The majority of the fires were set to clear space for farms, ranches, and other forms of resource extraction. While this process repeats every year in the Amazon, the 2019 season has been particularly intense because Bolsonaro refuses to enforce environmental laws and protections. As a result, deforestation accelerated leading up to the fire season, which exacerbated the resulting disaster.

“During Bolsonaro’s campaign and the first seven months of his administration, he’s made it clear that this kind of illegal activity is acceptable in the Amazon,” Clement said.

Most tragically, the devastation poses an existential threat to the same Indigenous cultures whose traditional practices have so enriched the rainforest.

Such risks to Indigenous lives, lands, and livelihoods are not unexpected, given that Bolsonaro ran a campaign that was openly hostile to the rights of tribes and communities that live in the rainforest.

“Bolsonaro has this terrible reputation across the world and he deserves to have it because he’s a terrible person,” Neves said. “If there is anything good about this, it’s to show us that when these guys take over, this is the world we’re going to live in. There’s nothing related to construction, compassion, or looking to the future. Only destruction.”

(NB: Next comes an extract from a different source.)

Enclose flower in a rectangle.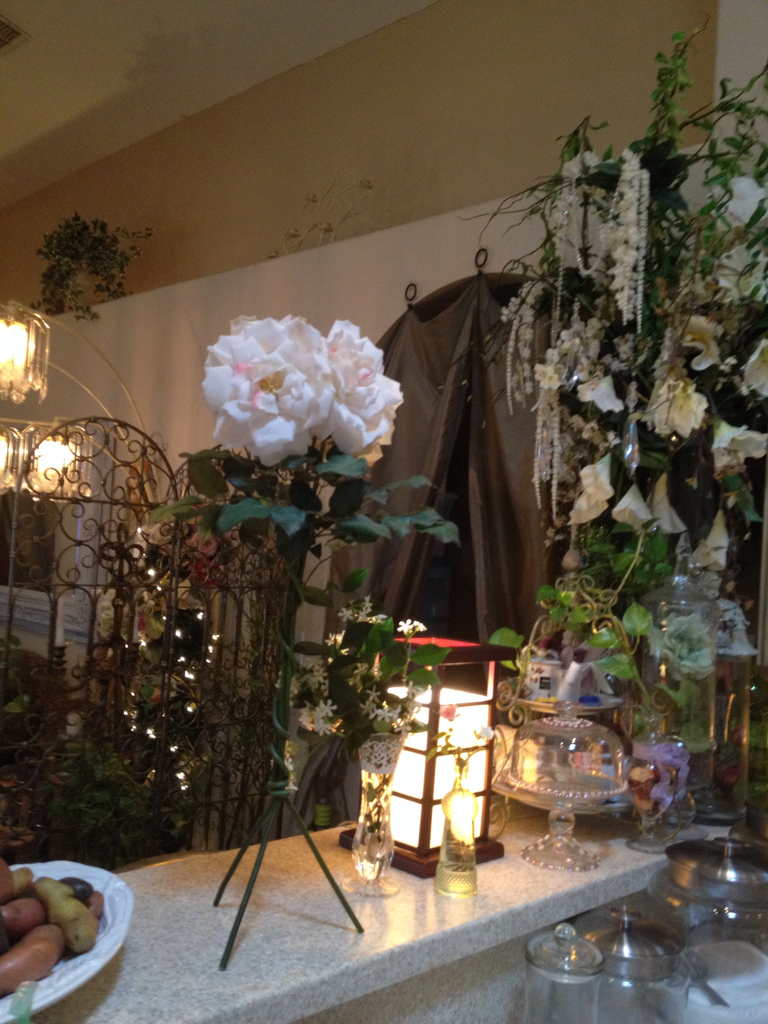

Rebukes of Bolsonaro, both inside and outside Brazil, have placed uncomfortable pressure on his administration. Bolsonaro has become so indignant about the backlash that he floated a story, without evidence, that NGOs are behind the especially fiery season.

This plays into paranoid conspiracy theories that distort the motives behind partnerships between conservation organizations and Indigenous groups. The attempt to muddy the waters with disinformation was reflected in a leaked government presentation that argued for the immediate construction of megaprojects, such as highways and bridges, to head off international efforts to protect the Amazon.

In reality, conservation groups often advocate for the empowerment of Indigenous people—not only in Brazil, but around the world—because there is a large body of evidence linking Indigenous practices to better conservation outcomes.

“Investing in Indigenous communities to develop their own plans for managing natural resources is vital to quelling this chaos in the largest rainforest on Earth,” said Alex Antram, conservation outreach manager at Rainforest Trust, a US-based nonprofit that has protected more than 23 million acres of rainforest worldwide.

These partnerships are complicated by the chaotic land management system in the Amazon rainforest, which is rife with fraudulent property titles and land speculation schemes. When combined, all of these forces have placed Amazonian communities in danger, not only of fires, but of physical assault and murder.

“Because of the current policies, [there are] increasing trends toward violence, especially along the expanding agricultural and extractive frontiers,” Lima said.

Many Indigenous people, and groups that support them, hope that the international focus on the Amazon fires will spur renewed efforts to protect demarcated Indigenous territories. Preserving the Amazon also depends on much stronger enforcement of environmental laws and the implementation of Indigenous land and forestry management on wider scales.

“We say no to mining in our lands, no to deforestation,” said O-É Kaiapo Paiakan, a member of the Xinguan Indigenous group, in a recent video posted by Instituto Socioambiental. “No more invasions and disrespect. No more pesticides in our rivers and foods. No more criminal fires in the forest. We are with you, standing for the Amazon.”

Neves had just returned from the field when I spoke to him, and had seen the harrowing effects of the deforestation and wildfires up close. However, he also felt encouraged by how the disaster has galvanized Brazilians to support the natural and cultural preservation of the rainforest.

“I see a lot of destruction and fire, mostly in the southwest Amazon, but also you see a lot of people doing wonderful things like agroforestry, or Indigenous people getting politically stronger and having their voices heard,” Neves noted.

“Indigenous people are the ones who can show us the way to have this wonderful forest back,” he said. “I think there is hope.”